Grave Yard, Drumatober, Co. Galway
Co. Galway |
Burial Grounds
In a patch of level grassland beside a road in County Galway, a wedge-shaped enclosure barely distinguishable from the surrounding field holds the graves of children who, by the rules of the Church, could not be buried in consecrated ground.
These sites, known in Irish as cillíní, were used for centuries to inter unbaptised infants, stillborns, and sometimes suicides or other marginalised individuals. They occupy a quiet, liminal category in the Irish landscape, neither fully forgotten nor formally remembered.
This particular ground at Drumatober is roughly twenty-five metres long and fourteen and a half metres wide. Its boundaries are only tentatively preserved, with faint traces of a bank surviving along the southern side. Inside, numerous set stones mark graves oriented east to west, a burial alignment that echoes Christian practice even in a space kept outside the Church's formal jurisdiction.
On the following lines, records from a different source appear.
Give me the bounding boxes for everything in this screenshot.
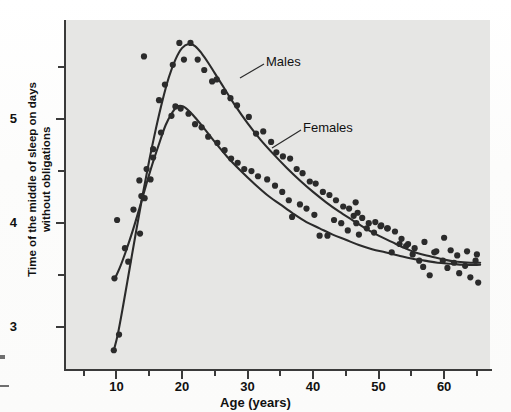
x-tick-major <box>115 371 117 379</box>
page-edge-mark-bottom <box>0 385 9 387</box>
x-tick-label: 20 <box>162 380 202 393</box>
x-tick-minor <box>279 371 281 376</box>
x-tick-label: 30 <box>228 380 268 393</box>
y-tick-label: 5 <box>10 112 17 125</box>
y-tick-major <box>56 118 64 120</box>
y-tick-major <box>56 222 64 224</box>
y-tick-label: 3 <box>10 320 17 333</box>
x-tick-major <box>443 371 445 379</box>
x-tick-label: 60 <box>424 380 464 393</box>
y-tick-minor <box>58 170 64 172</box>
page-edge-mark-top <box>0 355 5 359</box>
y-tick-major <box>56 326 64 328</box>
x-tick-minor <box>345 371 347 376</box>
x-tick-label: 10 <box>96 380 136 393</box>
y-tick-label: 4 <box>10 216 17 229</box>
series-label-females: Females <box>303 120 353 135</box>
plot-area <box>64 20 490 369</box>
x-tick-major <box>312 371 314 379</box>
x-axis-title: Age (years) <box>0 395 511 410</box>
y-tick-minor <box>58 66 64 68</box>
y-tick-minor <box>58 274 64 276</box>
x-tick-label: 40 <box>293 380 333 393</box>
x-tick-major <box>181 371 183 379</box>
x-tick-minor <box>476 371 478 376</box>
x-axis-line <box>64 369 492 371</box>
x-tick-major <box>378 371 380 379</box>
x-tick-minor <box>214 371 216 376</box>
x-tick-major <box>247 371 249 379</box>
x-tick-label: 50 <box>359 380 399 393</box>
series-label-males: Males <box>266 54 301 69</box>
chart-figure: 345 102030405060 Time of the middle of s… <box>0 0 511 412</box>
y-axis-title: Time of the middle of sleep on days with… <box>25 79 54 279</box>
x-tick-minor <box>148 371 150 376</box>
x-tick-minor <box>83 371 85 376</box>
x-tick-minor <box>410 371 412 376</box>
y-axis-line <box>64 20 66 371</box>
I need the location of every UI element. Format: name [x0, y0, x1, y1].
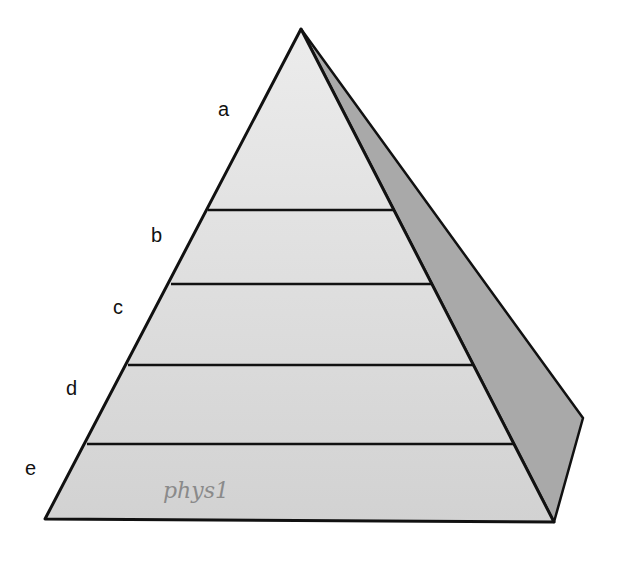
level-label-e: e	[25, 458, 36, 478]
level-label-d: d	[66, 378, 77, 398]
level-label-b: b	[151, 225, 162, 245]
level-label-a: a	[218, 99, 229, 119]
handwritten-note: phys1	[163, 478, 229, 503]
level-label-c: c	[113, 297, 123, 317]
pyramid-graphic	[0, 0, 619, 567]
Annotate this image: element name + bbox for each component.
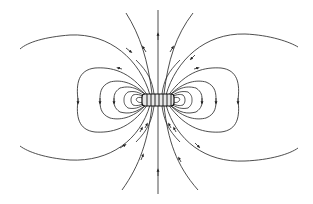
magnetic-field-diagram <box>0 0 313 204</box>
field-line-open-bottom-left <box>122 106 152 190</box>
field-line-wide-bottom-left <box>20 105 150 160</box>
field-line-loop-left-1 <box>77 68 148 132</box>
field-line-wide-top-right <box>166 34 298 95</box>
field-line-loop-right-1 <box>168 68 239 132</box>
field-line-wide-bottom-right <box>166 105 298 161</box>
field-line-open-top-right <box>164 13 193 94</box>
field-line-open-top-left <box>126 13 152 94</box>
field-line-wide-top-left <box>20 35 150 95</box>
solenoid <box>142 94 174 106</box>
The site is heavily overgrown, and much of whatever structural definition it once had has been lost, leaving it in that condition common to cillíní across the country: present enough to be identified, too worn to be read with any ease.
Visitors who know what to look for will find the set stones emerging from the grass and vegetation, small and uneven, easy to miss if you are not already expecting them. The site sits adjacent to a road, which makes it physically accessible, though the overgrowth means that moving through the interior requires some care. There are no markers or formal signage to announce what the place is.